Hello all,
We are currently carrying out analysis of a series of exomes prepared using the Illumina TruSeq exome selection kit, which targets 62 Mb of the genome. The exomes range between 35 and 75 million 100 bp read pairs, giving us coverages in the order of 50-150x.
Following alignment with BWA (with a mapping rate typically ~95-97%), local indel realignment with GATK and marking duplicates with picard, we are seeing extremely high rates of PCR duplicates (between 25-90%, but most commonly in the order of 40-60%). Obviously this means we are losing a huge amount of data if we persist with removing these duplicates.
The arguments about wheter to mark duplicates or not have obviously been done to death here, but since these are the first exomes we've handled, I'm trying to understand if these results are 'normal' in exome sequencing. Clearly there is a much greater chance of identical reads occurring given the comparatively small target region, but is it normal to see such high rates of duplicate reads, or does this look more likely to to be a wet-lab issue (overamplificaion?).
Thanks in advance for any advice anyone can give,
James
We are currently carrying out analysis of a series of exomes prepared using the Illumina TruSeq exome selection kit, which targets 62 Mb of the genome. The exomes range between 35 and 75 million 100 bp read pairs, giving us coverages in the order of 50-150x.
Following alignment with BWA (with a mapping rate typically ~95-97%), local indel realignment with GATK and marking duplicates with picard, we are seeing extremely high rates of PCR duplicates (between 25-90%, but most commonly in the order of 40-60%). Obviously this means we are losing a huge amount of data if we persist with removing these duplicates.
The arguments about wheter to mark duplicates or not have obviously been done to death here, but since these are the first exomes we've handled, I'm trying to understand if these results are 'normal' in exome sequencing. Clearly there is a much greater chance of identical reads occurring given the comparatively small target region, but is it normal to see such high rates of duplicate reads, or does this look more likely to to be a wet-lab issue (overamplificaion?).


WHAT YOU SHOULD DO →
Scan the entries below for the word "bold" and copy every line in which it occurs.

INFORMATION PROVIDED →
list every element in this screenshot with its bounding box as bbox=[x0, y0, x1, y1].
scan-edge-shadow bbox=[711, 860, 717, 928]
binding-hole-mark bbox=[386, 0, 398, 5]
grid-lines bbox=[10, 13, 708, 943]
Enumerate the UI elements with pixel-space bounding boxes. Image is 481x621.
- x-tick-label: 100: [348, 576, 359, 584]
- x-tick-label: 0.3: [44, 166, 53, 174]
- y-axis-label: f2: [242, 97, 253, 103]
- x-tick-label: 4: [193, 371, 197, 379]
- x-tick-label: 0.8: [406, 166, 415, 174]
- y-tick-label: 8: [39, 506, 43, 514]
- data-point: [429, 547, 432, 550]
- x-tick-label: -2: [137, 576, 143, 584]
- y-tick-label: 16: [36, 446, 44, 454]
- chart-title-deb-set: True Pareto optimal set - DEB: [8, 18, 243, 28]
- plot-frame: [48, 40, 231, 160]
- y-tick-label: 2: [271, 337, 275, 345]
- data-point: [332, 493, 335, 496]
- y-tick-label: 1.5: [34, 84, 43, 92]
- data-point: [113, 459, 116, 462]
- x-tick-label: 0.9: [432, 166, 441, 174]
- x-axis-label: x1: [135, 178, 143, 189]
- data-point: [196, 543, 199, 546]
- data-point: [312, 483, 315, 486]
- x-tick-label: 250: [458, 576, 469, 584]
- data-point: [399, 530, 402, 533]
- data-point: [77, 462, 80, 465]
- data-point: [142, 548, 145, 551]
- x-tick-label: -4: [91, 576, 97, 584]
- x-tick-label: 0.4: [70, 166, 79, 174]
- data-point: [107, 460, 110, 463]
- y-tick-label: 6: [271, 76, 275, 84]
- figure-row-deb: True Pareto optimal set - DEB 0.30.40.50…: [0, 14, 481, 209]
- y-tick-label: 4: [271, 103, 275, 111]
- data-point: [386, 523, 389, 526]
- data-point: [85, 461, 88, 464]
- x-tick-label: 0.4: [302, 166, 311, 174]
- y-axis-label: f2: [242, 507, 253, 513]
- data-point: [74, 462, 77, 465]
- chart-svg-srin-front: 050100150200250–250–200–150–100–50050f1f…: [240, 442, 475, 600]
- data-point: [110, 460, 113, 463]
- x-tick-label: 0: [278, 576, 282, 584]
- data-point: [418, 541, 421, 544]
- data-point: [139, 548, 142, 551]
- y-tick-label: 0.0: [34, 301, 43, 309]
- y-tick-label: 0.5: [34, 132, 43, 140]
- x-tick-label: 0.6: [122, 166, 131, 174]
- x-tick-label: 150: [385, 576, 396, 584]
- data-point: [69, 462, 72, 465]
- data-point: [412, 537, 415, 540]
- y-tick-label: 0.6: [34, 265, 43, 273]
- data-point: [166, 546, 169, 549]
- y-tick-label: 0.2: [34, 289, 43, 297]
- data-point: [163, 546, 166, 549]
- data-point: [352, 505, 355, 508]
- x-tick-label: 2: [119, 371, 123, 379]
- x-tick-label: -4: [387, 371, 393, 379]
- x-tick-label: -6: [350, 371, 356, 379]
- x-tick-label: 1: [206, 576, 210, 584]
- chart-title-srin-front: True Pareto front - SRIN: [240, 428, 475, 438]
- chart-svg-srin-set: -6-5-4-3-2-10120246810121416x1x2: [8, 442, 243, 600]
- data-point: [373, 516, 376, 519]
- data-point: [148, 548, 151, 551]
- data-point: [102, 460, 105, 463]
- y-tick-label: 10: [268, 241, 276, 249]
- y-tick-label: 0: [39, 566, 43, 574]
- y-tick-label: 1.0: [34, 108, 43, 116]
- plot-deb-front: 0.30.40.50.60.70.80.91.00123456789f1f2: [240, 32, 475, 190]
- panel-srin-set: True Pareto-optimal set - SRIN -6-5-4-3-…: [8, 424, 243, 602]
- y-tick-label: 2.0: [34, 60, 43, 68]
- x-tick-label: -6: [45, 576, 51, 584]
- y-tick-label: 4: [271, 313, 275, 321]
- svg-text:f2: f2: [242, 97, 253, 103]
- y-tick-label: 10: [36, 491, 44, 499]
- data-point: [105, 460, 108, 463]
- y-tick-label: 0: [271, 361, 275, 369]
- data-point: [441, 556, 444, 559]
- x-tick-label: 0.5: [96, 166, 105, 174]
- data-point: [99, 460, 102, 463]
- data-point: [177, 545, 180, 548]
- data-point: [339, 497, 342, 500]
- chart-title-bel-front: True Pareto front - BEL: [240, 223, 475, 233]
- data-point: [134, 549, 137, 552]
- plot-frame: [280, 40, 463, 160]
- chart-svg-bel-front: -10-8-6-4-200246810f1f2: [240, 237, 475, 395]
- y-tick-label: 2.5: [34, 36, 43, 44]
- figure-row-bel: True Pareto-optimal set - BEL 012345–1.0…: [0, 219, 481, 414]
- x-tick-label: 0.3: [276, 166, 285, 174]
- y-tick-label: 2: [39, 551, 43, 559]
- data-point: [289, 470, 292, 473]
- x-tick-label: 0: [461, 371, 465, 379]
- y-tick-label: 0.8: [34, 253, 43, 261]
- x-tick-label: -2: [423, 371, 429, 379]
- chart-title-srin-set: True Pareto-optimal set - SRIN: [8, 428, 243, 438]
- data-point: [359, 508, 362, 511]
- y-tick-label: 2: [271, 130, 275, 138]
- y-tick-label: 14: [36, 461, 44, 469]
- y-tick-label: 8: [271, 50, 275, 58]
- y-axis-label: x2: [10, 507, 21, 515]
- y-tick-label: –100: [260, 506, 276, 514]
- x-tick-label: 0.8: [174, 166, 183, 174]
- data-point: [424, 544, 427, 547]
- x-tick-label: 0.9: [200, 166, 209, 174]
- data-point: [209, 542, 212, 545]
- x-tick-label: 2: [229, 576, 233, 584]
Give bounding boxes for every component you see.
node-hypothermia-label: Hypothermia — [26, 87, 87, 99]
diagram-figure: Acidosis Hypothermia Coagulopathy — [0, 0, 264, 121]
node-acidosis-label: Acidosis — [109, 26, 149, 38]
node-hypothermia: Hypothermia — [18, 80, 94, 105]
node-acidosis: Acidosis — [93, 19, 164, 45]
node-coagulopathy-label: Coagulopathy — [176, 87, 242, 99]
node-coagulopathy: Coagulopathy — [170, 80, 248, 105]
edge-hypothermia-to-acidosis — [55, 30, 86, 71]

...

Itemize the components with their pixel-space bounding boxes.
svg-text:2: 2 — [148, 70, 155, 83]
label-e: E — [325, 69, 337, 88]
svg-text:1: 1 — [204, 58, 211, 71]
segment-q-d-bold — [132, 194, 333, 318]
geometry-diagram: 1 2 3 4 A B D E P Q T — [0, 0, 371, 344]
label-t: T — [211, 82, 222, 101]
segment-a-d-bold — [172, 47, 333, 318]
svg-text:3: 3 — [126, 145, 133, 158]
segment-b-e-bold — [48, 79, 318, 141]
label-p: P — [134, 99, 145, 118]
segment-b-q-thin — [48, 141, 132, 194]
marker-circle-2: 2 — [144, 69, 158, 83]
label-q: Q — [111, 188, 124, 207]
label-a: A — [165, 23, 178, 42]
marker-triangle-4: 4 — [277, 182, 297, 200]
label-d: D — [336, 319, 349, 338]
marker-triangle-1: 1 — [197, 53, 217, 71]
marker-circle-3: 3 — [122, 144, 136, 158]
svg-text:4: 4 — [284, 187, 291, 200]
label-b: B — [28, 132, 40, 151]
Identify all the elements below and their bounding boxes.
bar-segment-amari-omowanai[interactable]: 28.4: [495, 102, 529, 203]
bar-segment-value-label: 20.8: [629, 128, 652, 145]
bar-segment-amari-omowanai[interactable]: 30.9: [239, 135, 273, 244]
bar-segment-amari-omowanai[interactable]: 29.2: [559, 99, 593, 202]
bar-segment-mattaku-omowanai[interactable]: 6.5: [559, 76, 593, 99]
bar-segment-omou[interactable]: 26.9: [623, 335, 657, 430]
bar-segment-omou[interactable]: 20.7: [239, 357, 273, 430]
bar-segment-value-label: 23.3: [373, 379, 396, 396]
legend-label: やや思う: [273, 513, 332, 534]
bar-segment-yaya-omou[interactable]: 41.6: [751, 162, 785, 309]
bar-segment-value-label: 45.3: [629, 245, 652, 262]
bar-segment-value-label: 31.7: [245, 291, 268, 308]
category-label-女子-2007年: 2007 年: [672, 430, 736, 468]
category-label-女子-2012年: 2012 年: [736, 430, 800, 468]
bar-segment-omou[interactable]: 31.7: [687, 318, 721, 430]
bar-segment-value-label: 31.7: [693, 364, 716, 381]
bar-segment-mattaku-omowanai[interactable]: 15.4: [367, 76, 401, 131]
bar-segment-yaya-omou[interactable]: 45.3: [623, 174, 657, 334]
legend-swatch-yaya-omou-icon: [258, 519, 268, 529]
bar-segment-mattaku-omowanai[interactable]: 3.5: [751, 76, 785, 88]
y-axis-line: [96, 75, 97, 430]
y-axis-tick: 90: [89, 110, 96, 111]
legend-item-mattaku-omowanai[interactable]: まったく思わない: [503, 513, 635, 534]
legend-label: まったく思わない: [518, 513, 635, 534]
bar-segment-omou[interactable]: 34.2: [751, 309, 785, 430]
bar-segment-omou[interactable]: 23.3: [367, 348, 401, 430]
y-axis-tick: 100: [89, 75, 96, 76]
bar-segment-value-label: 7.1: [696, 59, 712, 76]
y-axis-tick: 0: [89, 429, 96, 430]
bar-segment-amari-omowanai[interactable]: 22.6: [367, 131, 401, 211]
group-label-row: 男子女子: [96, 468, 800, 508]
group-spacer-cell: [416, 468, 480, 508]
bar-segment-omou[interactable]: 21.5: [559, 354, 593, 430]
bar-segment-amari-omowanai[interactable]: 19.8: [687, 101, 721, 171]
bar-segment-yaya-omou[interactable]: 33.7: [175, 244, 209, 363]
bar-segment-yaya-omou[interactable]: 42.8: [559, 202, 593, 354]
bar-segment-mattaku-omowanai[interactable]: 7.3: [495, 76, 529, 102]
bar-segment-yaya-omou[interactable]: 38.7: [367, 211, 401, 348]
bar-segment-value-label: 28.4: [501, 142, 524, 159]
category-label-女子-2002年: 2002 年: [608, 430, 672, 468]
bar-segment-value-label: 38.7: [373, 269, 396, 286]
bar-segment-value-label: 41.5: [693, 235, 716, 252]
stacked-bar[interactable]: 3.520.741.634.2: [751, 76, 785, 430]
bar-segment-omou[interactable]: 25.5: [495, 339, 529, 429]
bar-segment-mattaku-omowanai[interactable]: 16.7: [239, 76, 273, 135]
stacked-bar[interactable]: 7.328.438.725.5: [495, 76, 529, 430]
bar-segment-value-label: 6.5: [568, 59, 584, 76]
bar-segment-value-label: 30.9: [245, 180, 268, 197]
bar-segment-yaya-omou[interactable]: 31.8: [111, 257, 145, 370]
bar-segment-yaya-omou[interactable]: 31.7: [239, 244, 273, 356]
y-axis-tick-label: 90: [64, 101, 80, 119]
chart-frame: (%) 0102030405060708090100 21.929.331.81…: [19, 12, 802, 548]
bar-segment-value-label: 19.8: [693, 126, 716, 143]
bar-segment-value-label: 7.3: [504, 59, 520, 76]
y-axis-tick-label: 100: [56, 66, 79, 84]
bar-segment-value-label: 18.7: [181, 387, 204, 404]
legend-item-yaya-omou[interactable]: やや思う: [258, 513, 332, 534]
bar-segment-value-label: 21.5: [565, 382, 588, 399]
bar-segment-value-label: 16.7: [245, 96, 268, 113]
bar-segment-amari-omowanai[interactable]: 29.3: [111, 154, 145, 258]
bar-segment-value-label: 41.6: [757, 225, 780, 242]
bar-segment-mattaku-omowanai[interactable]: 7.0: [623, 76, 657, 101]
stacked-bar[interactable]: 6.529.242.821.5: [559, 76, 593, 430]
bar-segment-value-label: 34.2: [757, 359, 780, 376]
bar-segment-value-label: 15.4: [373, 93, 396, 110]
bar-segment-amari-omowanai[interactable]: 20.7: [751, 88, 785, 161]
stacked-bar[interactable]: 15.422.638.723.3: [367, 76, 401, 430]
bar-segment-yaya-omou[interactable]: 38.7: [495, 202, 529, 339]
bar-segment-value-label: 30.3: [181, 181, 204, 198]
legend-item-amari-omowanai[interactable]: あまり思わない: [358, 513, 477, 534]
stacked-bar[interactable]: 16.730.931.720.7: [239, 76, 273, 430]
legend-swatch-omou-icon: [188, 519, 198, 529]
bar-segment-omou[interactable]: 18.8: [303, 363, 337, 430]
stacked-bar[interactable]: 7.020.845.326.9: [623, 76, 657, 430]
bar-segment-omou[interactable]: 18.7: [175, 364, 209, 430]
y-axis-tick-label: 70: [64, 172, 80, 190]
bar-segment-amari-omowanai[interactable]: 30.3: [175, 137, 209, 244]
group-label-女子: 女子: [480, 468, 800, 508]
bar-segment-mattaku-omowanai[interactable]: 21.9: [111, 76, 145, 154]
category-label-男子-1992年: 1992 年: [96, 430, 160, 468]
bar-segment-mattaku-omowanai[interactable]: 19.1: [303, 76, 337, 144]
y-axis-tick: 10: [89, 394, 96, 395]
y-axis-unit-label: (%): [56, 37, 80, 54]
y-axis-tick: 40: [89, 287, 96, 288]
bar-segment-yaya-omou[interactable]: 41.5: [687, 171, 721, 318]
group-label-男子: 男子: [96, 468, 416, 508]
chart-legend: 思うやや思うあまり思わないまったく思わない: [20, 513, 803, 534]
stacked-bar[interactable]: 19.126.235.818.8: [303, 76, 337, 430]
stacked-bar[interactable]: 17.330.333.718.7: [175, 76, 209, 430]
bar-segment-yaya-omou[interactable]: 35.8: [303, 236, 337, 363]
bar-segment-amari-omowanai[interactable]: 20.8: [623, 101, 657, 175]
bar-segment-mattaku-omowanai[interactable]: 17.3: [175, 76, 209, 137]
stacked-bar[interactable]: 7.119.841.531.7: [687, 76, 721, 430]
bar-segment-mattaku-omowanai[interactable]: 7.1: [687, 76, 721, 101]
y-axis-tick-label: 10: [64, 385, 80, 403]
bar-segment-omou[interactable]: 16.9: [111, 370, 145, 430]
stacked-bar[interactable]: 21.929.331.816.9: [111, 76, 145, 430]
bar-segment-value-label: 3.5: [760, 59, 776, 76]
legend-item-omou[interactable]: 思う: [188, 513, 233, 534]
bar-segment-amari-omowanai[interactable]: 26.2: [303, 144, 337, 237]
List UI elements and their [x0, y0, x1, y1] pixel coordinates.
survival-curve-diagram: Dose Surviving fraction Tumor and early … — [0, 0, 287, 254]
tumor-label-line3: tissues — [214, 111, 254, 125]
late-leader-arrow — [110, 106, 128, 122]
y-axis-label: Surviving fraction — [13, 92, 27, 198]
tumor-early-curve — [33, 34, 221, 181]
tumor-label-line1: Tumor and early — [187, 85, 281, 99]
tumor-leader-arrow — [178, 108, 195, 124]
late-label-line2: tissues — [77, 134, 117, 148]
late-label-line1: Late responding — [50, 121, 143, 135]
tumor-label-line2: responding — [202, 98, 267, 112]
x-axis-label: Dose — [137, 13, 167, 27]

ANSWER FOR THIS EXERCISE →
segment-q-d-bold — [132, 194, 333, 318]
segment-a-d-bold — [172, 47, 333, 318]
segment-b-e-bold — [48, 79, 318, 141]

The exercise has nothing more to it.